An estimated 110 million people will be watching this weekend's Super Bowl. But what they won't see is the battle being waged off the field over player safety.
A group of former football players and their families are suing the National Football League, accusing the $9.5 billion-a-year industry of covering up life-altering brain injuries. And one of the lead plaintiffs, who lives right here in Sioux Falls, believes the outcome could change the game.
For six years, Neil Graff played in the NFL as a quarterback. In that time, he took countless big hits. Now he's tackling one of the most talked about and controversial topics in the NFL: concussions. Graff is a part of a class-action lawsuit against the NFL.
"The allegations are the NFL, back in the 70s, 80s and early 90s, knew about the negative ramifications of concussions on the players and they didn't inform us," Graff said.
Graff says back then, if a player took a big hit, he usually got back in the game.
"We didn't really know what the implications were, but as you look back on my career, I can remember a number of times when I would have had concussion-like symptoms and I'm sure I did suffer concussions," Graff said.
Unlike other players, Graff hasn't experienced any health problems from those concussions, but wanted to be named as a plaintiff in the lawsuit to protect himself.
"Even though I might not be showing any negative implications right now, there's nothing to say that next year, five years or even 10 years from now I won't," Graff said.
Graff says the NFL has taken some measures to better protect players.
"But I don't think any of those are long-term measures to curtail concussions.
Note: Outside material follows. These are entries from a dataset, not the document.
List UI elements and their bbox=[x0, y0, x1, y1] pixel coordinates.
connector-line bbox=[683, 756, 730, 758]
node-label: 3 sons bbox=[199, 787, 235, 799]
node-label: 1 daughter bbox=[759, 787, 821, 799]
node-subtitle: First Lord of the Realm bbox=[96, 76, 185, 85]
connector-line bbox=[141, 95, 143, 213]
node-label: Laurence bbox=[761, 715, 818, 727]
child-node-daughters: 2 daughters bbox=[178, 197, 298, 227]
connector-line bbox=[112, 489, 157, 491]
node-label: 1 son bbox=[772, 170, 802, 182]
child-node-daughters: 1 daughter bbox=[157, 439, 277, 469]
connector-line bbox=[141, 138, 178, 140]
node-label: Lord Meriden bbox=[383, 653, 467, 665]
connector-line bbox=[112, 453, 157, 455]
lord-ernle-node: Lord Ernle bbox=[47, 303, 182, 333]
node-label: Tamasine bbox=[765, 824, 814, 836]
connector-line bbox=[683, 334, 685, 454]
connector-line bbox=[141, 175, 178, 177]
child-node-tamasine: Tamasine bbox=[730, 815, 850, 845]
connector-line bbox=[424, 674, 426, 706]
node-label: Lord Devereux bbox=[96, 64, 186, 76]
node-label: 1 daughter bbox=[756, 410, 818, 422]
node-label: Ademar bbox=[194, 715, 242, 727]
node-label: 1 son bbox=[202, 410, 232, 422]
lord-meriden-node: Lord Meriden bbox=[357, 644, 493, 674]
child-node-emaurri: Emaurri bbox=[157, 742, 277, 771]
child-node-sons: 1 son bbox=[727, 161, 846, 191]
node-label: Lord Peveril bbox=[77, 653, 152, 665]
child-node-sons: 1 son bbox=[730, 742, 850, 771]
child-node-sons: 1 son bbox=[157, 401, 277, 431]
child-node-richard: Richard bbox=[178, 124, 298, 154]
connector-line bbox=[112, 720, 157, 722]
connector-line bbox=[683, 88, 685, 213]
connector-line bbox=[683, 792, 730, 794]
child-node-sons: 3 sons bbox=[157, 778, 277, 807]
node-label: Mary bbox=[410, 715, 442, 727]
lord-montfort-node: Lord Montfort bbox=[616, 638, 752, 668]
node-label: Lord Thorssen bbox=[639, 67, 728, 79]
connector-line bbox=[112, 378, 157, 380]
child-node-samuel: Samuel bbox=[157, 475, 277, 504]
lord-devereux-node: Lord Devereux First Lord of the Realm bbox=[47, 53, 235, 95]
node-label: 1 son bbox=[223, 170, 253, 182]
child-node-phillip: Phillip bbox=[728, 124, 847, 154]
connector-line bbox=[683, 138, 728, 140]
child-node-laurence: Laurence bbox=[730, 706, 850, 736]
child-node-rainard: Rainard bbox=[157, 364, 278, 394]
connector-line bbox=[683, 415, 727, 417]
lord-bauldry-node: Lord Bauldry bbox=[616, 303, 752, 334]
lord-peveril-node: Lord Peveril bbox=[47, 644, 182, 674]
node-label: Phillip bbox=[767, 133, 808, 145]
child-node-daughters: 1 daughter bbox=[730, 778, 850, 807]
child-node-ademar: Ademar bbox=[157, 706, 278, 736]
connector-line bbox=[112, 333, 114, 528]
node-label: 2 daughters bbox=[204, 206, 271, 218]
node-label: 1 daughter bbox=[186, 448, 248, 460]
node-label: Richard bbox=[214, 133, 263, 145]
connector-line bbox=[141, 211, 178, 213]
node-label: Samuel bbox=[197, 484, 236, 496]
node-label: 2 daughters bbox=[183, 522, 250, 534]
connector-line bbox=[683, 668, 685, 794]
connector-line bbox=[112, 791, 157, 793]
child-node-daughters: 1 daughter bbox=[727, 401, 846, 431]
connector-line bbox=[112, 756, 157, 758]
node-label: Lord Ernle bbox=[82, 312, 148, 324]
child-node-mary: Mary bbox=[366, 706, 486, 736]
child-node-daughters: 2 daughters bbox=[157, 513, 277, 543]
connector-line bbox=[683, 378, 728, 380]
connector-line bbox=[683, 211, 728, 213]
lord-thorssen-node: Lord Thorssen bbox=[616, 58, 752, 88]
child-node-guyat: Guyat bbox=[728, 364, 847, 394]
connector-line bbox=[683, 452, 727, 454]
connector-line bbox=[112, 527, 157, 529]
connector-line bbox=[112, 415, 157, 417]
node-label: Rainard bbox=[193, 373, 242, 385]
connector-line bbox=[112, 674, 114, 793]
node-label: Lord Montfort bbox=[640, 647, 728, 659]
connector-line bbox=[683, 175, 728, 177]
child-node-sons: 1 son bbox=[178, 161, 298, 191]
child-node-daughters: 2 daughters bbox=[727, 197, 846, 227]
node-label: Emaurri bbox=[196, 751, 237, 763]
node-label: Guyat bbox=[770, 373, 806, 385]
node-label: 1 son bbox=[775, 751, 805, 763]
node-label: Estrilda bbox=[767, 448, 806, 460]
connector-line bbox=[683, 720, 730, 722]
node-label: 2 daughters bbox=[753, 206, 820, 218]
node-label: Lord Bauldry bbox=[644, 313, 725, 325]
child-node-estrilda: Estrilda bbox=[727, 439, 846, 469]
They are kind of a band aid, so I'm not sure what the answer is, but something has to be done," Graff said.
Or else the NFL will be the one taking the big hit.
"Because I think it has negatively impacted the game from the NFL all the way down to pee-wee football," Graff said.
KELOLAND News asked Graff the same question a reporter asked President Obama last week about football, 'Would you let your son play?' Graff said he would because the game of football teaches a young person a lot about life in general: teamwork, camaraderie, setting goals and working as a team toward those goals.